A vision-based teleoperation method for a robotic arm with 4 degrees of freedom

Abstract : The ability to remotely control a robotic arm through a human one is essential where human involvement is needed but physical presence is not possible. Control provided through vision-based approaches comes with advantage over non-vision schemes, as vision-based approaches are less intrusive. On the other hand, the problem of estimating the hand pose comes with numerous difficulties due to the nature of the hand itself. These difficulties include the high complexity of the hand and the presence of self-occlusions. In this paper, we provide a method for controlling a 4 degrees of freedom robotic arm. The arm is composed of 3 segments connected and controlled via servo motors. The end effector of the arm (the 3rd segment) is a gripper that simulates the human hand opening and closing movements. Features necessary to control the arm are 2D coordinates of the center of the human hand, its orientation, and its open/closed state.
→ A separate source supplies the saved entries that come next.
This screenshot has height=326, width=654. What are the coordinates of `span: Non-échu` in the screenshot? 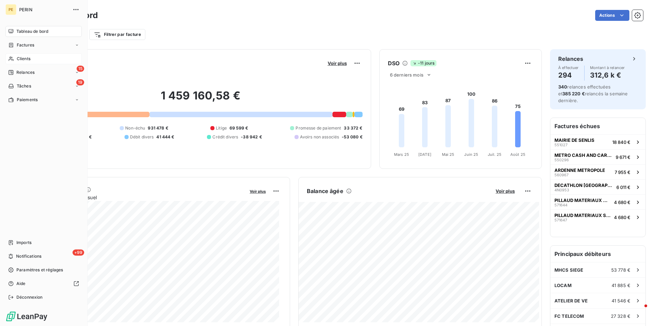 It's located at (135, 128).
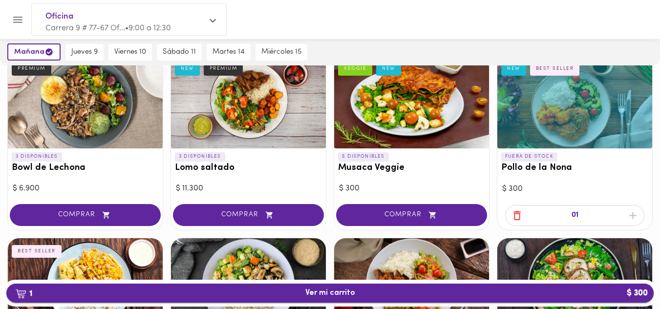 The height and width of the screenshot is (309, 660). I want to click on p: 5 DISPONIBLES, so click(363, 157).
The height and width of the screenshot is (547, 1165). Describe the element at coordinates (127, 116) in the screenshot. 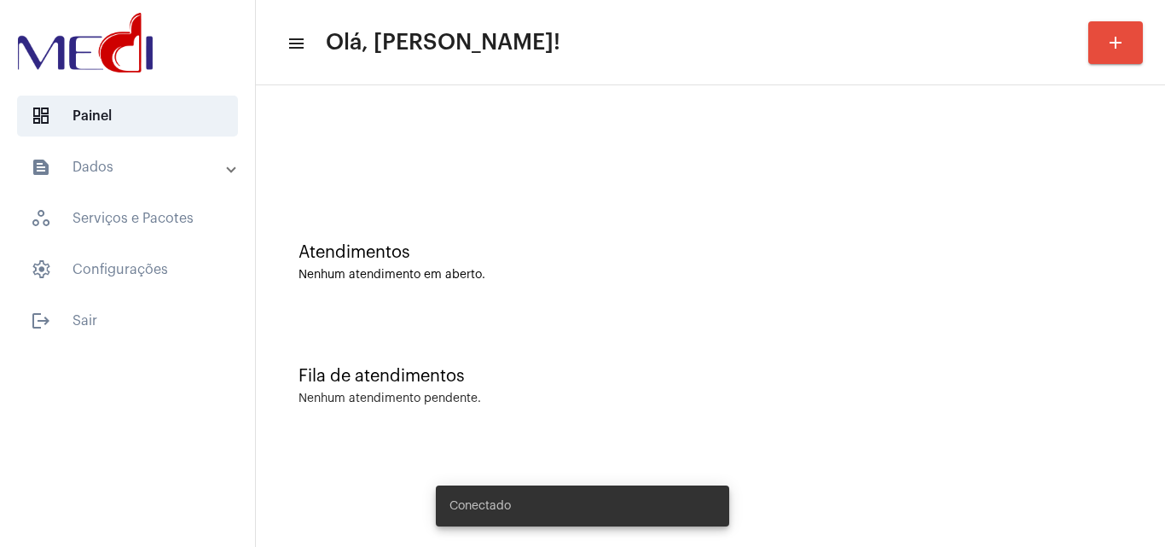

I see `span: Painel` at that location.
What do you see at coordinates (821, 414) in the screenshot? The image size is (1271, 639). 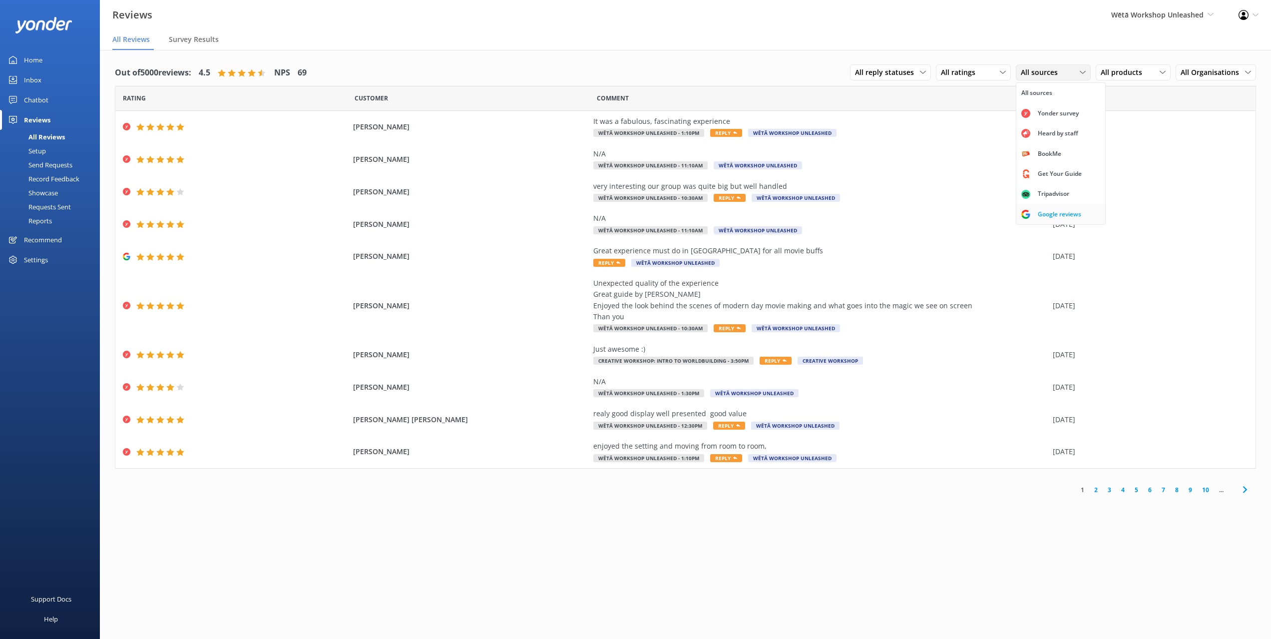 I see `div: realy good display well presented good value` at bounding box center [821, 414].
The results are reported and analyzed, limitations of the scheme are discussed, and possible future work is proposed.
 EXISTING SYSTEM :
 ? A synchronized human-robot training set is generated from an existing dataset of labeled depth images of the human hand and simulated depth images of a robotic hand. ? The robot state is more accessible and is relatively stable concerning the human hand, and there are many existing human hand datasets. ? We propose a novel criterion of generating human-robot pairing from these results by using an existing dataset of labeled human hand depth images, manipulating the robot and recording corresponding joint angles and images in simulation, and performing extensive evaluations on a physical robot.
 DISADVANTAGE :
 ? One problem of current vision-based methods is that the hand of the teleoperator should stay inside the limited view range of the camera system. ? Motion capture systems provided accurate tracking data but can be expensive, and the correspondence problem between markers on the fingers and cameras still needs to be solved. ? However, the hand of the teleoperator easily disappears from the field of view of the camera if the arm movement is relatively large. ? Even though a multicamera system could be one of the solutions for this, we solve this problem by a cheap 3D-printed camera holder, which can be mounted on the forearm of the teleoperator.
 PROPOSED SYSTEM :
 • We propose a novel vision-based teleoperation method called Transteleop, which extracts coherent pose features between the paired human and robot hand based on image-to-image translation methods. • We proposed an end-to-end network TeachNet, which was used with a consistency loss function to control a five-fingered robotic hand based on simulated data. • They constructed a reward function for a reinforcement learning algorithm through translated instructions and evaluated the proposed method in a coffee machine operation task.
 ADVANTAGE :
 ? It is essential to design an efficient network which could learn the corresponding robot pose feature in human pose space. ? The end-to-end method depends on massive human-robot teleoperation pairings, we aim to explore an efficient method which collects synchronized hand data both for the robot and the human. ? This dataset generation method, which maps the keypoints position and link direction of the robot from the human hand by an improved mapping method, and manipulates the robot and records the robot state in simulation, is efficient and reliable. ? We used time to complete an in-hand grasp and release task as a metric for usability.